Read more: Ukraine invasion suggests Putin is more Vladimir the Reactionary than Peter the Great


The first is his identification with Peter I as a great military leader and the great northern war as a mighty military success. In light of Putin’s assertions that Ukraine is an inalienable part of Russia, it’s worth noting that victory over Sweden in the great northern war paved the way for the assimilation of the territory of Ukraine into what would become the Russian empire by defeating a rival great power and destroying its influence in the region.

There haven’t been too many Russian military successes to celebrate over the past several hundred years – for 80 years the main one is of course the second world war, known in Russia as the great patriotic war. But the regime wants to present the history of Russia as a triumphant procession, so it will pick and choose victories from the past that fit neatly into its present-day narratives.

Similarly, as pointed out by my colleague Geoffrey Hosking in 2017, Putin wishes to present himself as part of a continuum of great Russian leaders. This posture conjures up visions of tsarist geopolitical and military might, and the achievement of security through the creation and assertion of raw power.

The contemporary ramifications of this are not hard to grasp. The great northern war was a sign of Russian defiance against the west, represented in the form of the rival major military powers – particularly Sweden. Putin himself has commented on the great northern war as a struggle over Ukraine between Russia and the west.

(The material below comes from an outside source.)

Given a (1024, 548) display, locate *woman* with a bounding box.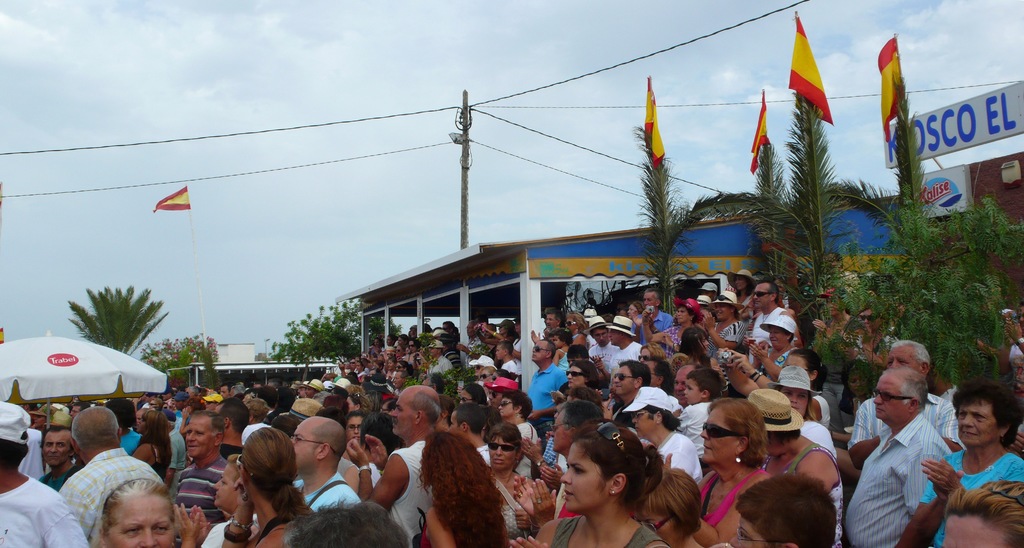
Located: detection(765, 362, 838, 461).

Decisive: the battle of Poltava (1709) crushed a coalition of Swedish troops and Ukrainian cossacks and paved the way for the formation of the Russian empire. Engraving by Flyugel. Published in Niva magazine, St Petersburg 1893

Ukrainian resistance to Russia in the great northern war was most evident between 1708 and 1709, when Hetman (military commander) [Ivan Mazepa] created an alliance between several thousand Hetmanate cavalry, a large group of Zaporizhian Cossacks, and the forces of Swedish King Charles XII. Russian forces under Peter I crushed this alliance at the battle of Poltava (1709).

Modern day emperor

Peter the Great’s role in all of this is also worthy of comment. The first emperor has been somewhat in vogue in Russia in recent years. For a historian this is a curious development as, on one level, there is an evident contradiction here. Peter was very receptive to using western technologies to drive his modernisation of the Russian state – his city, St Petersburg, was often described as Russia’s “window on the west”.

But he was also a strong leader who developed state power and won military conflicts against other great rivals.

In the Kremlin room where Putin receives foreign visitors he has a quartet of statues of leaders he sees as synonymous with his own achievements. One of these is of Peter I. Peter has also been used openly as a frame in which Putin compares current actions in Ukraine with past skirmishes against Sweden – speaking of territories as “Slavic lands”, Putin refers to the northern wars as a reclamation of land that was actually Russian.

Finally, the commemoration of imperial-era heroes is striking. In 2011 Putin was reported to have told his ministers to pay “at least a month’s wages” each to fund a statue of Pyotr Stolypin, a tsarist-era statesman and administrator who is one of Putin’s political heroes. The following year the statue appeared on Freedom of Russia Square in Moscow.

In 2017, Putin appeared at a ceremony to mourn the assassination of Grand Duke Sergei Aleksandrovich, uncle to tsar Nicholas II – the last tsar of Russia – who had been killed by a terrorist bomb in February 1905. A replica of the duke’s memorial cross, originally erected in 1908 and removed by the Bolsheviks in 1918, has been installed. Putin has described the occasion as one to remember Russia’s national and spiritual roots.

These memorials are all in line with Putin’s drive to stress Russian national pride and identity. It’s a programme which is intimately bound up with his invasion of Ukraine – and one that stresses his identity as a modern-day agent of Russia’s imperial greatness.